Even though a system may be low-risk, it could potentially allow access to a high-risk area.
“We look for any type of vector through which threats and vulnerabilities can enter our environment,” Cooper said. “Another thing that we’ve been paying a lot of attention to, and this is part of the 30-day cyber sprint that Tony Scott has put in place for the agencies, we’re looking a lot at our privileged users, those people with access privileges that are beyond a normal employee’s use of our computer environment, and we’re looking for the simple things to correct very rapidly.”
Cooper said Commerce is in pretty good shape in response to the cyber sprint when it comes to privileged users and use of personal identity verification (PIV) cards.
“We actually stand at about 97 percent for privileged users’ strong authentication and we’re about 76 percent, which is about 1 percentage point above the target at the moment,” he said. “We need to push both of those as close to 100 percent by the target deadlines —July 15 for privileged users and by the end of August on all users.”

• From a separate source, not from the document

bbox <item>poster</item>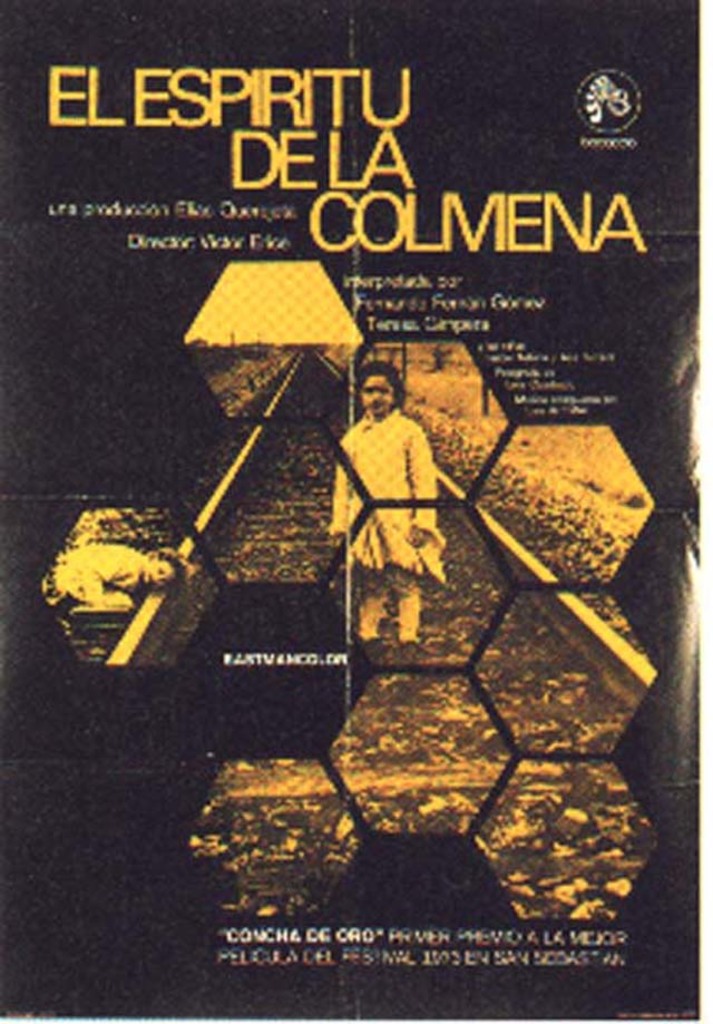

Commerce has some legacy systems that don’t lend themselves from a technology standpoint to supporting PIV cards for logical access.
“We don’t have the ability to issue PIV cards for some non-typical reasons to 100 percent of our workforce,” Cooper said. “Therefore, we are working with our office of security to try to figure out are there some backup ways that we can use the equivalent of a PIV card, maybe a local Commerce credential, or a Commerce credential and a token that will give us the equivalent of strong authentication, two-factor authentication.”
Cooper’s boss, Secretary Penny Pritzker, recently issued a memo designating him the senior executive accountable for cybersecurity at Commerce. While this doesn’t really expand the scope of Cooper’s role, it has helped reinforce his responsibility over cyber.
“First and foremost, I am accountable,” he said. “The secretary, the dep-sec and anybody else in the department absolutely has the right, and anybody outside the department, the Hill, any of our overseers, OMB, have the right to hold me accountable, both personally and as part of my team. So, the advantage is it brings visibility to something that’s very, very important.”
The memo also helped Cooper’s ability to engage business leadership in a different dialogue.
“They are also part of our ability to have everyone accountable in the sense that there are things that they need to do inside their bureaus to assist, to ensure, for example, that everyone receives annual and appropriate training around cybersecurity,” he said. “Here are the things that you don’t want to do. Don’t click on links in emails that you don’t know. Don’t open attachments that you don’t know. That’s very, very valuable in helping the entire workforce together do everything we can to better protect the department. So, it’s that leverage of a different conversation. This isn’t the purview of just the CIO.”
Read all of Federal News Radio’s coverage of the OPM Cyber Breach.